Whenever a tiger goes missing from a reserve, media and wildlife enthusiasts often question forest officials, asking why the body of the deceased tiger hasn’t been found. This question isn’t easy to answer, but it’s important to understand that typically two types of tigers disappear: old or those injured in territorial fights. While a tiger’s life is inherently full of struggle, no tiger in the wild easily reaches 15 years of age. As they age, biological activities like reproduction decrease, they lose the support of other tigers, and conflicts mainly arise with newly matured tigers. Both old and injured tigers may leave the sanctuary.

Tigers are apex predators, relying entirely on hunting for survival. Hunting is an extremely difficult task, requiring constant effort and depends on physical ability and mental skill. Thus, tigers are finely tuned for hunting: their physical structure, agility, strength, and mental resilience are all honed to catch prey. Over a lifespan of 15–16 years, a tiger hunts approximately 600–800 animals (Chital unit), as it needs approximately 40–50 prey animals (Chital unit) each year. This constant need for food drives many aspects of a tiger’s life, including its territorial behaviour.

Tigers are territorial animals, defending their area to ensure an uninterrupted food supply and other necessities. Establishing a territory involves continuous conflicts with other tigers, and finding a mate requires struggle as well. For a female tiger, the challenge increases as she must protect her cubs from other tigers. Failure to secure and defend a territory can have dire consequences, leading to starvation, injury, or even death.

An even more dangerous situation arises for both older and younger tigers displaced by territorial conflicts when they venture near densely populated villages. Here, they encounter easy prey in the form of cattle and other livestock, but the risk of conflict with villagers remains extremely high.

This is the condition of the carcass found 48 hours after death; it was killed in the same spot following a conflict with another tiger. If it had been injured, it would have been killed in hiding.

Thus, a tiger’s life is full of battles for food, territory, mating, and protection. For survival, a tiger develops an acute awareness of mortality and potential dangers. It understands that if it becomes weak, competitors will kill it, just as it has done to others. As a tiger ages and weakens, it instinctively isolates itself, limits its movements, and hides rather than roaming openly. Often, it retreats to a secluded area between territories, reduces its activities, stops defending its territory, and ceases parenting duties. Eventually, it may be killed by a stronger tiger or die in seclusion in a cave or thorny bush, making it extremely difficult to spot in its final days.

Since carnivorous animals tend to decompose faster than herbivores, finding the remains of deceased tigers or other carnivores can be especially challenging. Tigers, with their high muscle density and low body fat, have bodies that break down more quickly due to the nature of muscle tissue, which contains significant water and protein.

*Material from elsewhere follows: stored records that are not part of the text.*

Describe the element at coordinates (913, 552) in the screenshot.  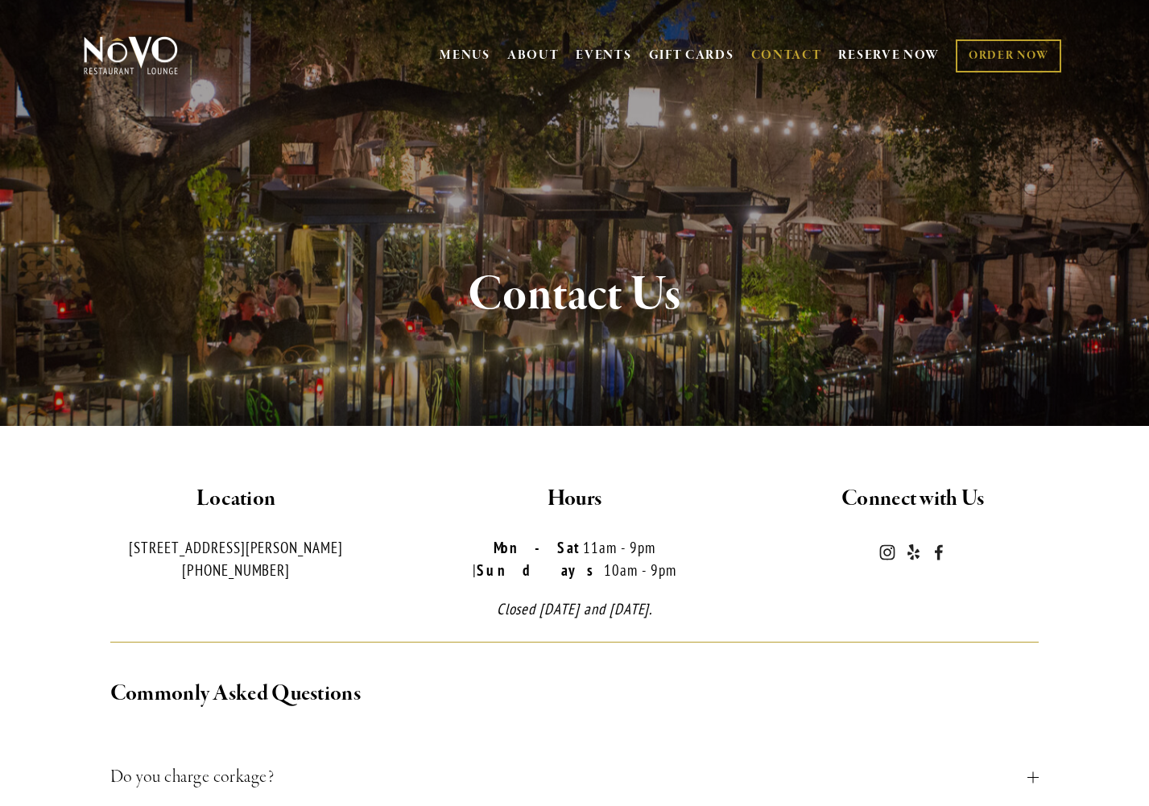
I see `a: Yelp` at that location.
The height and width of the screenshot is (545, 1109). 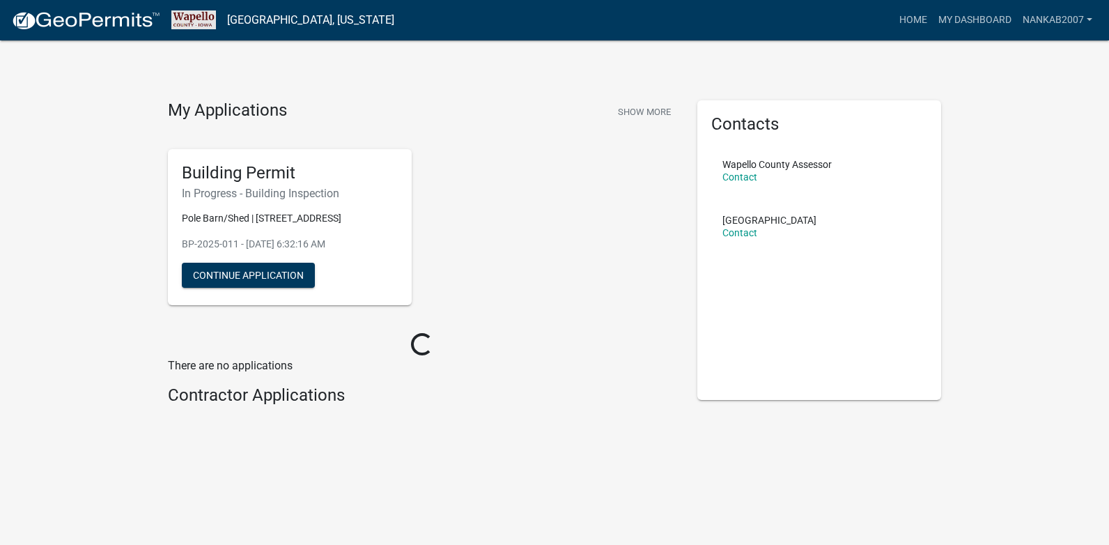 I want to click on p: There are no applications, so click(x=422, y=366).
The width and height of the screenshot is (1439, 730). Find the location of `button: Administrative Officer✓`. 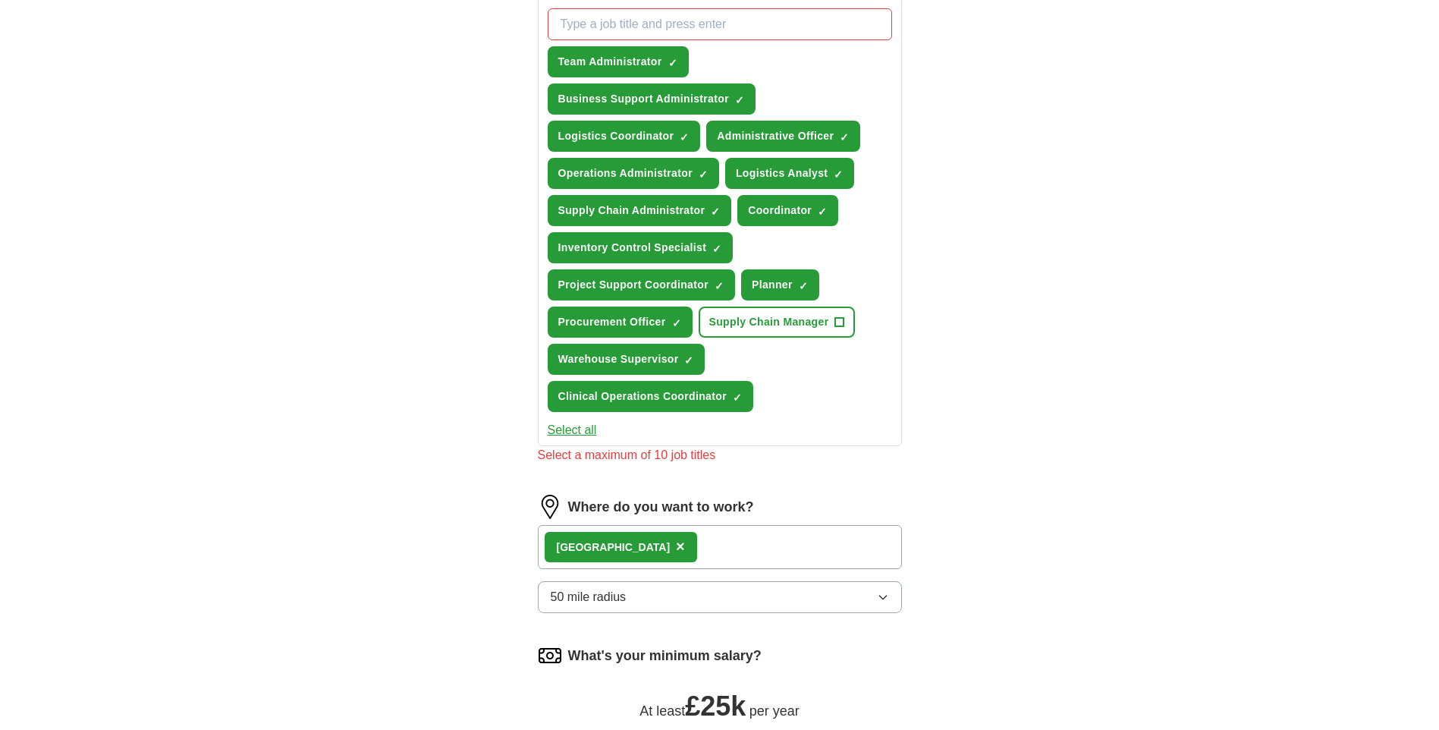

Muscle tissue is more susceptible to bacterial and enzymatic activity, which accelerates decomposition. In contrast, herbivores typically have more body fat and connective tissue. Fat, unlike muscle, decomposes more slowly because of its lower water content and resistance to microbial breakdown.

Here you can observe the rapid decomposition of a tiger carcass. It is believed to be only 5-6 days old and has been reduced to just 18-20 kilograms in weight due to decomposition and scavenging by wild boars and other scavengers.

Additionally, herbivores’ digestive systems and diets create a different microbiome that can slow the post-mortem decay process relative to carnivores. The high-protein diet of tigers introduces bacteria and enzymes that accelerate decomposition after death. Herbivores, however, have bacteria that ferment plant material, slowing down the decomposition process.

Various insects and microorganisms, such as flesh flies, are naturally associated with predators like tigers. The scent of a tiger and its frequent contact with prey attracts these natural decomposers. After a tiger’s death, these organisms speed up the breakdown of its body. Moreover, carnivores like tigers have a high bacterial load in their intestines specialized for digesting meat. Once the tiger dies, these bacteria multiply rapidly, breaking down tissues faster than in herbivores.

Sarcophaga bercaea, a flesh-eating fly, constantly explores tigers and other animals for opportunities to lay its eggs. When it finds a dead animal, it immediately begins the decomposition process by depositing its eggs, which hatch into larvae that feed on the carcass.

This rapid decomposition means that the skin of a tiger or leopard decomposes quickly, while the skin of herbivores often dries on the body. For instance, hair on a tiger’s skin starts falling off immediately after death, whereas the skin of herbivores retains its hair.

It is also a misconception that scavengers like hyenas and jackals avoid eating carnivores; wild boars, for example, will scavenge on a tiger’s body once decomposition has begun.

These factors explain why the bodies of elderly, naturally deceased tigers are rarely found. In the past two decades in Ranthambhore, I have observed only two cases where aged tigers were found dead naturally, like the tigress Machli (T16) and Big Daddy (T2), who had been partially supported by humans. Most tiger remains are recovered only when they are killed unnaturally.